7th.
We breakfasted early and were on our way by 8 o’clock. We stopp’d at Captain Brookes’s1 house in Mystic, four miles from Cambridge, [and?] about a quarter of a mile. We then rode 10 miles further; after which we stopp’d an hour to rest our horse. So far we found the roads very good: but the next 6 miles, to Mr. French,2 (the minister at Andover)’s house are very sandy and heavy. We dined there: Mr. French was not at home. At 3 o’clock, we left Andover and at about 5 ½ got to the river which runs by Haverhill. The roads were not good, being sometimes sandy, and sometimes very hilly. We cross’d the river in a flat bottom’d boat, and at 6 o’clock arrived at Mr. Shaw’s;3 where I found my brother Tom, who when I left him was not 7 years old, and is now 13. Mr. Thaxter too who sailed in the first french Packet immediately after the Peace is here, and spent the evening at my uncle’s. He is practising the Law and has a good run of business.
1. Capt. Caleb Brooks Jr. (1745–1812), brother of Gen. John Brooks and a distant cousin of JQA’s through his father’s (Boylston) family (Henry Bond, Family Memorials. Genealogies of the Families and Descendants of the Early Settlers of Watertown, Massachusetts . . ., 2 vols. in 1, Boston, 1855, p. 703–704, 723–724; Richard B. Coolidge, “The Brooks Estates in Medford from 1660 to 1927,” Medford Hist. Register, 30:5–7 [March 1927]).
2. Jonathan French, minister at South Church from 1772 ( , 17:514–520).
3. John Shaw (1748–1794), brother-in-law of AA, minister at Haverhill from 1777. JQA was to live in his house until the following March. Shaw had been the preceptor of CA and TBA since 1783. JQA had been advised to study with Shaw until the following spring, though Shaw at this date had apparently not yet decided to take him as a student because of the great responsibility in trying “to qualify a young Gentle man to enter the University as Junior Sophister” (AA to JA, 28 April 1783; Elizabeth Smith Shaw to AA, 7 Sept. 1785, both Adams Papers).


Problem:
What you return should be the lines of the data containing "JSON", each in full.

Segment Start: Information given

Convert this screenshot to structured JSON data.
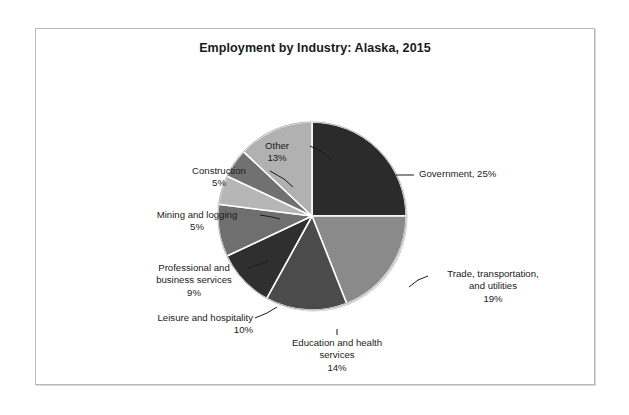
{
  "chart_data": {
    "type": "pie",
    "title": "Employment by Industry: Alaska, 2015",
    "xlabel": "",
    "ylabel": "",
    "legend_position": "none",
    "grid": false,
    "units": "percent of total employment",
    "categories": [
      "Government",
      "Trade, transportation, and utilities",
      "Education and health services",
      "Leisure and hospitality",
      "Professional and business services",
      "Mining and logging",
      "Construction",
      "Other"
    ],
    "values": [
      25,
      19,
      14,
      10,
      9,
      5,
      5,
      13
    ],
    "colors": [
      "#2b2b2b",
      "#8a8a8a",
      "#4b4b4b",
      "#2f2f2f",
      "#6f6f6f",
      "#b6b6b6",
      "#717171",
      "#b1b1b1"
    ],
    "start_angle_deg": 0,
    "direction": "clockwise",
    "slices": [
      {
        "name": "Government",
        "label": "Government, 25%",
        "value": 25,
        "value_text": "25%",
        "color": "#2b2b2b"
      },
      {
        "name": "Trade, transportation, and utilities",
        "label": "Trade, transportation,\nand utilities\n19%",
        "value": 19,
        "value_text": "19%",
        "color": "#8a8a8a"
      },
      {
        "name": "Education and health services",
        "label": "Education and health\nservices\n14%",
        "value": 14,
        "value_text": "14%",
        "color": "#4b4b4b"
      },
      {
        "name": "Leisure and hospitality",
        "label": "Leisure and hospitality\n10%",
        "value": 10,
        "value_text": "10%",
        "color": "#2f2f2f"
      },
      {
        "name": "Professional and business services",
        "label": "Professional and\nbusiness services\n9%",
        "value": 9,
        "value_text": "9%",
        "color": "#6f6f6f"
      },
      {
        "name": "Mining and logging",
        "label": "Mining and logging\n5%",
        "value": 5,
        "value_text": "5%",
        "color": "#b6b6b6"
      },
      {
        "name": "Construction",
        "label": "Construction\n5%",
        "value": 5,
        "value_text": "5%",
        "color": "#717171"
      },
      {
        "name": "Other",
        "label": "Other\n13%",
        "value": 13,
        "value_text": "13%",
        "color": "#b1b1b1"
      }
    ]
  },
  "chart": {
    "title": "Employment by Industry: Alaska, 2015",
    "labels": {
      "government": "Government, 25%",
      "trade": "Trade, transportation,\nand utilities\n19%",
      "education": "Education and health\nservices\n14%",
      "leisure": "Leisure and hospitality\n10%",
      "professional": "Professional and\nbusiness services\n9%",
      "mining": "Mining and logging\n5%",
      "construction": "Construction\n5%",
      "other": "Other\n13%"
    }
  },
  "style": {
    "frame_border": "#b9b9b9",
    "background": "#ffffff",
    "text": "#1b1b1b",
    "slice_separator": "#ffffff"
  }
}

Segment End: Information given
Segment Start: Information given

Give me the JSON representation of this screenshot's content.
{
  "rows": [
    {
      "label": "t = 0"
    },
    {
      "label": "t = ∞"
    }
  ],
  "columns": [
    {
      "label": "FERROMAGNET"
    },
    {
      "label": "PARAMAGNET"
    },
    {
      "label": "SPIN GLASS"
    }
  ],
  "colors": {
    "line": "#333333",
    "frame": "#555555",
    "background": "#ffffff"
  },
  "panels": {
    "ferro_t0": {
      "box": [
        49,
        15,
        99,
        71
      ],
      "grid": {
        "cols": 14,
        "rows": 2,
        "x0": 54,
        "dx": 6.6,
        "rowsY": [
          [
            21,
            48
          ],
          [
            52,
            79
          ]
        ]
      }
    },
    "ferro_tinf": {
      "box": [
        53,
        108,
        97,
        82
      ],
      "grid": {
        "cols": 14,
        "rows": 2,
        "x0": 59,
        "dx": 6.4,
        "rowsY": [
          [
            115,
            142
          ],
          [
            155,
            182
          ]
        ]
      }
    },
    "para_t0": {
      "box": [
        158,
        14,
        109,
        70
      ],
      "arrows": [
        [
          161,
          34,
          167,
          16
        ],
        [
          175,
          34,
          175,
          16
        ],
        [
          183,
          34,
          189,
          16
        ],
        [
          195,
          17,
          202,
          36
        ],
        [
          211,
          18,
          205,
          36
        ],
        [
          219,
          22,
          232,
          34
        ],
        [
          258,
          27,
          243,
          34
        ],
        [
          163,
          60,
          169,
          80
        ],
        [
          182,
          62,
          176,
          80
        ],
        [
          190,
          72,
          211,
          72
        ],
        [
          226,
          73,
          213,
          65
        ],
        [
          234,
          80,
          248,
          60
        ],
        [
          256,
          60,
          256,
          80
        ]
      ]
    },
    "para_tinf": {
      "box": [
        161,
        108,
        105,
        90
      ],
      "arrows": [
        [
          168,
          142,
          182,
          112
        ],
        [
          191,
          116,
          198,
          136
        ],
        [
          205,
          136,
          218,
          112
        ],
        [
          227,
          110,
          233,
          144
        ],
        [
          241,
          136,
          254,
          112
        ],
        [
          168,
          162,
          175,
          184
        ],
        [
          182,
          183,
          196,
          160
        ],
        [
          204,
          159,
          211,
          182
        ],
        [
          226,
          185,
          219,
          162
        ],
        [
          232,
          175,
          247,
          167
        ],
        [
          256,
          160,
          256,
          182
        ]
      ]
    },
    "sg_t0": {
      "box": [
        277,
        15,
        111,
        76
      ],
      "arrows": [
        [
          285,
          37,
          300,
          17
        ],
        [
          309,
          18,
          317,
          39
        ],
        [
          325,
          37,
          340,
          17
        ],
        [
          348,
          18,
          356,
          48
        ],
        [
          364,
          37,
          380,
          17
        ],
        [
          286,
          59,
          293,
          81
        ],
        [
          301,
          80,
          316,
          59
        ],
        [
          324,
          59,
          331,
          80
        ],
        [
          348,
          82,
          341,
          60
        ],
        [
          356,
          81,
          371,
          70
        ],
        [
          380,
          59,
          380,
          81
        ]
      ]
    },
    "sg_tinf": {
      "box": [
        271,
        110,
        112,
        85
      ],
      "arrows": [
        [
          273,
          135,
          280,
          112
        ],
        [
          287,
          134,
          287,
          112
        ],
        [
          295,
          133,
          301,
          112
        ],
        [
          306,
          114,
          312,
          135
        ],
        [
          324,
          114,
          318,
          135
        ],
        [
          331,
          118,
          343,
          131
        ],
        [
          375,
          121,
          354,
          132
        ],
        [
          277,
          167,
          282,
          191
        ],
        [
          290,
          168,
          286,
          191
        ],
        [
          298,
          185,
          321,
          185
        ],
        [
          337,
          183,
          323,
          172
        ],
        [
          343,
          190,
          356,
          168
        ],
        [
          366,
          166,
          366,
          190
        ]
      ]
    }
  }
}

Segment End: Information given

Exercise response:
Convert this screenshot to structured JSON data.
Give me the JSON representation of this screenshot's content.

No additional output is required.